Taron flicks off the lamp and slides under the blankets. I sit in the dark for a beat, my mind heavy with questions he clearly won’t answer.
Finally, I shift under the covers. The bed is narrow, barely wide enough for two, and I try to lie still, careful not to touch him. Inevitably, our limbs brush.
He stiffens. Then he breathes out slowly. I would, too – if I were able to. I blink in the dark, waiting for my eyes to adjust. All I can see is the memory of him in the shower, water soaking his vest. The dangerous look in his eyes as his palm followed the curve of my ribs and he pushed me up against the tiles. Taron shifts beside me. Slowly, until he’s facing me in the dark. I do the same. I can barely make out the slope of his nose. The flutter of his lashes. His breath ghosts my face, and I know he can feel mine, too.
I gasp when his hand moves beneath the blanket. It settles on my hip. The weight of it sends a rush of heat spiralling up my spine.
His thumb brushes a slow, almost absent stroke over the fabric of my clothes. My skin prickles.
I don’t know who moves first, but suddenly our noses are touching. My lips part. His do, too. I shift closer, into the confines of his larger frame. When my hand glides over his bare chest, he flinches. Sucks in a sharp, involuntary breath.
“Sorry,” I whisper, pulling away. I forgot about his bruise. “Did I hurt you?”
“It’s fine. Just tender.” Taron’s voice is gravelly. He looks at me again, swallowing thickly. Then he turns around.
He’s curled away from me now, shoulders rigid. I mimic him, rolling to the other side but not closing my eyes. The cabin is quiet, though my thoughts are anything but. I think of his hand, still an echo on my hip. The unbearable closeness of his lips.
Most of all, I think of what he told me before. Madame Vera’s plan.
And I wonder,What ancestor could be worth all this bloodshed and chaos?
My eyes flutter open at the sound of distant voices. There’s a crash. Someone groans in pain.
Taron and I both sit up. The cabin is dark and I realize we’re sitting close together, our feet entangled beneath the sheets.
“What’s going on?” I ask, rubbing my eyes with the back of my hand.
“Can’t be good, whatever it is.” Taron leaps out of bed, pulling his vest over his head in one smooth movement.
I wrap the blanket around me and follow him outside. The campsite is swathed in a blanket of mist, and for a moment I’m disorientated, trying to work out where the cabins are.
Another crash, followed by a low moan, draws more bleary-eyed figures from the cabins around us. Competitors stagger into the open with tousled hair and hastily thrown-on garments, blinking against the chill.
There’s Kara and Savannah, Gigi and Gunther … and out of the mist comes Gideon, hurtling through the air before crashing on the ground in front of the fire pit.
Something is coiled around his body, long and black and feathery. A waft of bitterness stings my nostrils. The smell of grief.
“What’s happening?” Kara asks. “Where’s Cyrus?”
Gideon points a shaking finger at the trees beyond our cabins, where a sudden burst of light makes me wince.
I barrel after the group. We find Cyrus standing at the edge of the trees with his fists balled, knuckles fizzling with sparks of light. Around him, more sparks spiral through the air like fireflies. He throws his arms forward, and the sparks shoot through the mist at a figure on the ground.
The figure is immediately shrouded in a black haze, as though they’ve thrown a blanket over themselves. A blanket of energy that repels the onslaught of sparks from Cyrus.
“It’s Rhius!” I shout.
Cyrus recoils when he sees us. His vest clings to him, smeared with blood, and his skin is slick with sweat. “He tried to kill me in my sleep!”
“That’s against the rules,” Kara says.
Rhius staggers to his feet, but he can barely stand and falls back on to his knees. He has a swollen eye, and a gash runs from his temple into the side of his neck. “The rules only apply to competitors. Mei is gone, so I’m out of the tournament. I can do what I want.”
“But he’s still a prince,” I say, stepping towards Rhius. “And they’ll have your head on the mainland if you kill him.”
Cyrus laughs. “He can’t kill me! Look at him – he can barely stand. This is ridiculous. I didn’t kill Mia…”
“Mei,” Rhius spits, clutching at his ribs.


### Directions
Return every line in the entries below where the word "axis" shows up.

### Information supplied
__________

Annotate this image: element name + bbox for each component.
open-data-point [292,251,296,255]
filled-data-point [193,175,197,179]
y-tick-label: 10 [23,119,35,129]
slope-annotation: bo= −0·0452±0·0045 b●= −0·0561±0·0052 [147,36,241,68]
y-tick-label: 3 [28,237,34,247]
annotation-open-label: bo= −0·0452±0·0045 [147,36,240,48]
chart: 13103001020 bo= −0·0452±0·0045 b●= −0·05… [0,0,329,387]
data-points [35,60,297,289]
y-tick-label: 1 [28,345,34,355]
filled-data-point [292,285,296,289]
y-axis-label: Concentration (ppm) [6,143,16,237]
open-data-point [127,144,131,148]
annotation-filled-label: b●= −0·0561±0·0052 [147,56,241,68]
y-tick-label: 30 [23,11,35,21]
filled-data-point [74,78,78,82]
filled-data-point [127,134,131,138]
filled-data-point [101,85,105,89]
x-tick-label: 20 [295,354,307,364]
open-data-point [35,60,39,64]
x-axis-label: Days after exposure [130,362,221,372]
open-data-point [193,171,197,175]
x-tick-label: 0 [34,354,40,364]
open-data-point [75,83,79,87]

__________

### Reply to the task
y-axis-label: Concentration (ppm) [6,143,16,237]
x-axis-label: Days after exposure [130,362,221,372]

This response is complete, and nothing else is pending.